Writing in the opinion pages of The Wall Street Journal (why I'm quoting The Journal's opinion page is almost beyond me), Michael Barone opines that, in effect, Democrats are in serious trouble because of the population shifts in this country away from liberal coastal metropolises and states to interior ones that are more conservative and Republican today. In case you can't stomach going over to OpinionJournal.com, below is a paragraph from Barone that I think is generally representative of his whole piece.
The bad news for [Democrats] is that the Coastal Megalopolises grew only 4% in 2000-06, while the nation grew 6%. Coastal Megalopolitan states--New York, New Jersey, Massachusetts, Illinois--are projected to lose five House seats in the 2010 Census, while California, which has gained seats in every census since it was admitted to the Union in 1850, is projected to pick up none.
I've devoted some time in the past to debunking theories like this and would like to take a brief moment to recall some of the responses I put forward in the past when others predicted Democratic gloom.
Back in January, when census figures were released that helped the statisticians make predictions about the next congressional reapportionment, a reapportionment that presumably would benefit those states currently viewed as red to the bane of those currently viewed as blue, a number of the inside-the-Beltway rags decided to read the tea leaves and conclude that the Democrats could be in real trouble. As I noted then and I'll note now, this theory, however, neglects to take into account a number of very important factors.
For one, much of the population growth in Sun Belt states like Arizona and Texas comes within the Hispanic community, which overwhelmingly supported the Democrats in 2006 after Republicans resorted to overtly nativist language during the election cycle. While some might say that this could be a temporary shift, it is worth remembering that California, which for many years was viewed as a swing state, became fairly blue almost overnight following the 1994 elections, when Republicans in the state alienated and galvanized the Hispanic community by resorting to nativist language.
Additionally, talk of population shifts in the absence of an examination of those migrating is effectively meaningless. The fact that five million Californians now live outside of the state in places like Denver and Phoenix and here in Oregon has undoubtedly affected the political environments in their new communities. Interior West states that were once much more Republican in the past are now becoming more and more like California, a fact that could present real problems for the Republicans, not the Democrats.
But one thing I have not mentioned previously but certainly bears a brief discussion here is the possibility that the nation as a whole is becoming noticeably less Republican. Though political allegiances can be hard -- the political balance in this country has not shifted terribly far one way or another in nearly two decades, with neither party winning a presidential election with more than 51 percent of the vote, for example -- they can also turn on a dime following a watershed election. And indeed today, early indicators point to the strong possibility that many Americans simply aren't affiliating themselves with the GOP or admitting that they are Republicans. A much discussed survey from The Pew Research Center two months ago showed that the gap between self-identifying Democrats and self-identifying Republicans was at a 17-year high of 15 points, when leaners are included. Polling from CBS News and The New York Times in March similarly showed that, with the exception of the period immediately following Newt Gingrich's misguided attempt to impeach Bill Clinton, the Republican Party's favorability rating had never been lower in the 20 years that the two media outlets have been asking the question and that, what's more, the GOP's favorable rating was a net 28 points worse than that of the Democratic Party. These macro indicators must be felt in the Sun Belt as well as the coastal regions, again indicating real problems for the Republicans, not the Democrats.
In short, the presumption that simply because people are moving away from the coasts inward and from the North to the South, the Democrats are destined for failure is plain wrong. It certainly could happen, but the notion that it almost undoubtedly will is just not borne out in the data or in plain common sense.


What to do
Among the entries that follow, find every line with the word "canvas" and copy it.
==============================
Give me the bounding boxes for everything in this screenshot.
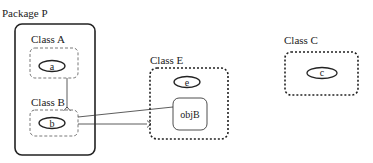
object-b-label: b: [50, 118, 55, 129]
object-c-label: c: [320, 67, 325, 78]
class-c-label: Class C: [284, 34, 318, 46]
class-a-label: Class A: [31, 33, 65, 45]
package-p-label: Package P: [2, 7, 48, 19]
object-objb-label: objB: [180, 109, 200, 120]
object-a-label: a: [50, 61, 55, 72]
class-e-label: Class E: [150, 54, 184, 66]
diagram-canvas: Package P Class A a Class B b Class E e …: [0, 0, 373, 163]
connector-b-objb: [78, 107, 173, 117]
object-e-label: e: [185, 77, 190, 88]
class-b-label: Class B: [31, 96, 65, 108]
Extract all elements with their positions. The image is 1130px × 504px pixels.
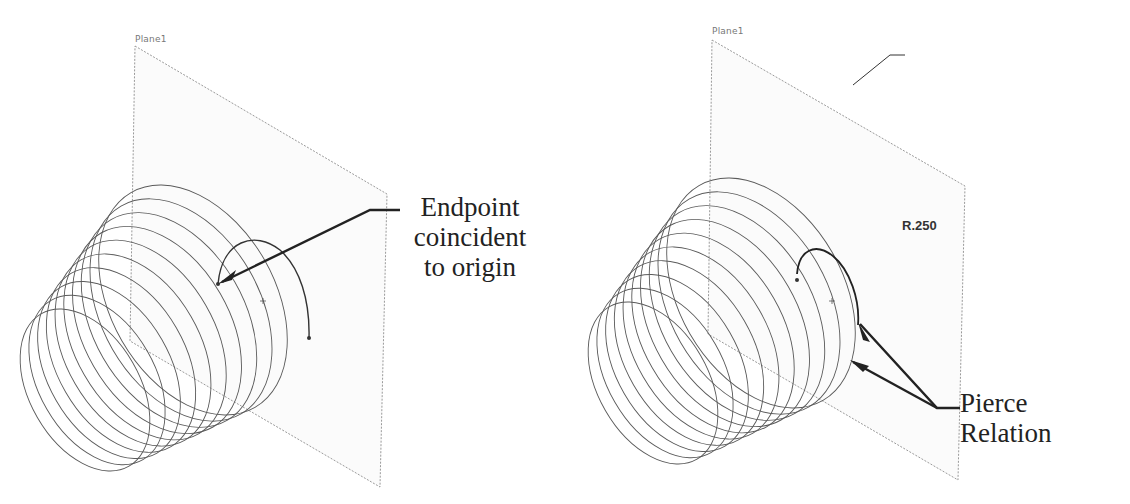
plane-label: Plane1 bbox=[712, 26, 744, 36]
left-panel: Plane1 Endpoint coincident to origin bbox=[0, 0, 565, 504]
plane-label: Plane1 bbox=[135, 34, 167, 44]
callout-line: Pierce bbox=[960, 388, 1070, 418]
callout-pierce: Pierce Relation bbox=[960, 388, 1070, 448]
right-panel: Plane1 R.250 Pierce Relation bbox=[565, 0, 1130, 504]
callout-line: coincident bbox=[400, 222, 540, 252]
dimension-radius: R.250 bbox=[902, 218, 937, 233]
callout-line: to origin bbox=[400, 252, 540, 282]
callout-line: Relation bbox=[960, 418, 1070, 448]
callout-endpoint: Endpoint coincident to origin bbox=[400, 192, 540, 282]
plane-outline bbox=[130, 46, 387, 487]
callout-line: Endpoint bbox=[400, 192, 540, 222]
dimension-leader bbox=[853, 55, 905, 85]
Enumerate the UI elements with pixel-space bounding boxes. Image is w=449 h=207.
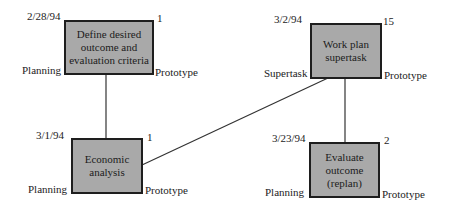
node-evaluate-date: 3/23/94 (272, 132, 306, 144)
node-economic-right-label: Prototype (145, 184, 188, 196)
node-work-plan-supertask[interactable]: Work plan supertask (310, 23, 382, 79)
node-define-desired-outcome[interactable]: Define desired outcome and evaluation cr… (64, 20, 154, 75)
node-workplan-right-label: Prototype (384, 69, 427, 81)
node-evaluate-count: 2 (384, 134, 390, 146)
node-economic-count: 1 (147, 131, 153, 143)
node-define-date: 2/28/94 (27, 10, 61, 22)
node-economic-left-label: Planning (28, 183, 67, 195)
node-workplan-count: 15 (383, 15, 394, 27)
node-evaluate-title: Evaluate outcome (replan) (325, 151, 363, 190)
node-workplan-title: Work plan supertask (323, 38, 369, 64)
edge-economic-workplan (142, 78, 328, 165)
node-economic-date: 3/1/94 (36, 129, 64, 141)
node-evaluate-outcome[interactable]: Evaluate outcome (replan) (309, 142, 380, 198)
node-workplan-date: 3/2/94 (274, 13, 302, 25)
node-define-left-label: Planning (22, 64, 61, 76)
node-define-count: 1 (157, 12, 163, 24)
node-define-right-label: Prototype (155, 66, 198, 78)
node-economic-title: Economic analysis (85, 153, 130, 179)
node-workplan-left-label: Supertask (264, 67, 307, 79)
node-define-title: Define desired outcome and evaluation cr… (69, 28, 149, 67)
node-evaluate-right-label: Prototype (382, 188, 425, 200)
node-economic-analysis[interactable]: Economic analysis (71, 138, 143, 194)
task-diagram: 2/28/94 1 Define desired outcome and eva… (0, 0, 449, 207)
node-evaluate-left-label: Planning (265, 186, 304, 198)
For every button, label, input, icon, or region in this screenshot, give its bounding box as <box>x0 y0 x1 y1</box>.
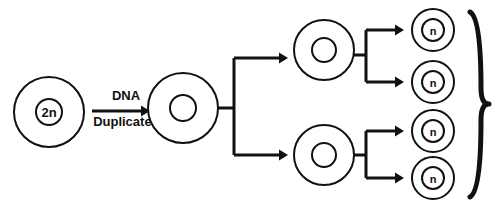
daughter-cell-bottom <box>294 125 354 185</box>
gamete-cell-4-label: n <box>430 173 437 185</box>
second-division-arrow-2 <box>380 76 404 87</box>
duplicated-cell <box>148 73 218 143</box>
second-split-top-bracket <box>354 30 380 82</box>
gamete-cell-2-label: n <box>430 77 437 89</box>
first-division-arrow-top <box>262 52 288 63</box>
second-division-head-3 <box>395 125 404 136</box>
first-split-bracket <box>218 58 262 155</box>
diagram-canvas: 2n DNA Duplicates <box>0 0 496 207</box>
second-division-head-2 <box>395 76 404 87</box>
gamete-cell-3: n <box>412 110 454 152</box>
first-division-arrow-bottom <box>262 149 288 160</box>
gamete-cell-4: n <box>412 157 454 199</box>
first-division-connector <box>218 58 262 155</box>
second-division-head-1 <box>395 24 404 35</box>
daughter-cell-bottom-nucleus <box>312 143 336 167</box>
gamete-cell-1: n <box>412 9 454 51</box>
meiosis-diagram: 2n DNA Duplicates <box>0 0 496 207</box>
second-division-arrow-1 <box>380 24 404 35</box>
second-split-bottom-bracket <box>354 131 380 178</box>
duplicated-cell-nucleus <box>170 95 196 121</box>
first-division-bottom-head <box>279 149 288 160</box>
gamete-cell-3-label: n <box>430 126 437 138</box>
grouping-brace-icon <box>470 12 489 197</box>
second-division-arrow-4 <box>380 172 404 183</box>
gamete-cell-2: n <box>412 61 454 103</box>
dna-label-line1: DNA <box>112 88 141 103</box>
parent-cell-label: 2n <box>41 105 56 120</box>
daughter-cell-top-nucleus <box>312 38 336 62</box>
second-division-head-4 <box>395 172 404 183</box>
parent-cell: 2n <box>14 77 84 147</box>
first-division-top-head <box>279 52 288 63</box>
second-division-arrow-3 <box>380 125 404 136</box>
daughter-cell-top <box>294 20 354 80</box>
gamete-cell-1-label: n <box>430 25 437 37</box>
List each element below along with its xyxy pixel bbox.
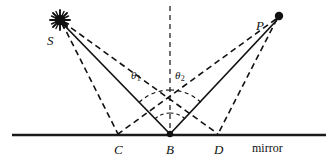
reflection-point-marker <box>167 131 173 137</box>
solid-ray-b-to-p <box>170 20 277 134</box>
label-source-s: S <box>47 34 54 47</box>
dashed-ray-p-to-d <box>218 19 277 134</box>
angle-arc-theta1 <box>138 90 170 103</box>
angle-arc-theta1-inner <box>154 113 170 120</box>
theta-1-subscript: 1 <box>136 74 140 83</box>
theta-2-subscript: 2 <box>180 74 184 83</box>
dashed-ray-p-to-c <box>118 19 276 134</box>
observer-point-dot <box>275 12 283 20</box>
label-point-c: C <box>114 143 123 156</box>
label-observer-p: P <box>256 19 264 32</box>
source-starburst-icon <box>50 10 70 30</box>
label-theta-2: θ2 <box>175 70 185 83</box>
reflection-diagram: S P θ1 θ2 C B D mirror <box>0 0 335 166</box>
label-point-b: B <box>166 143 174 156</box>
label-theta-1: θ1 <box>131 70 141 83</box>
label-point-d: D <box>214 143 223 156</box>
solid-ray-s-to-b <box>63 24 170 134</box>
dashed-ray-s-to-c <box>62 23 118 134</box>
angle-arc-theta2-inner <box>170 113 186 120</box>
label-mirror: mirror <box>252 142 283 154</box>
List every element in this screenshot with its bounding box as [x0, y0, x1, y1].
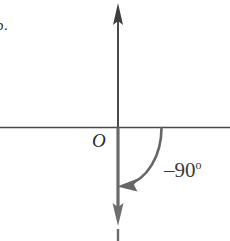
- item-label: b.: [0, 18, 8, 33]
- rotation-arc-path: [126, 128, 162, 186]
- diagram-canvas: [0, 0, 230, 241]
- angle-value: –90: [164, 158, 196, 182]
- origin-label: O: [92, 131, 106, 150]
- angle-measure-label: –90o: [164, 160, 202, 181]
- rotation-arc-arrowhead-icon: [117, 179, 138, 192]
- angle-diagram-figure: b. O –90o: [0, 0, 230, 241]
- degree-symbol: o: [196, 158, 202, 172]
==============================
Exercise response
diagram-canvas: Package P Class A a Class B b Class E e …: [0, 0, 373, 163]
diagram-canvas: 2n DNA Duplicates <box>0 0 496 207</box>
- diagram-canvas: [0, 0, 230, 241]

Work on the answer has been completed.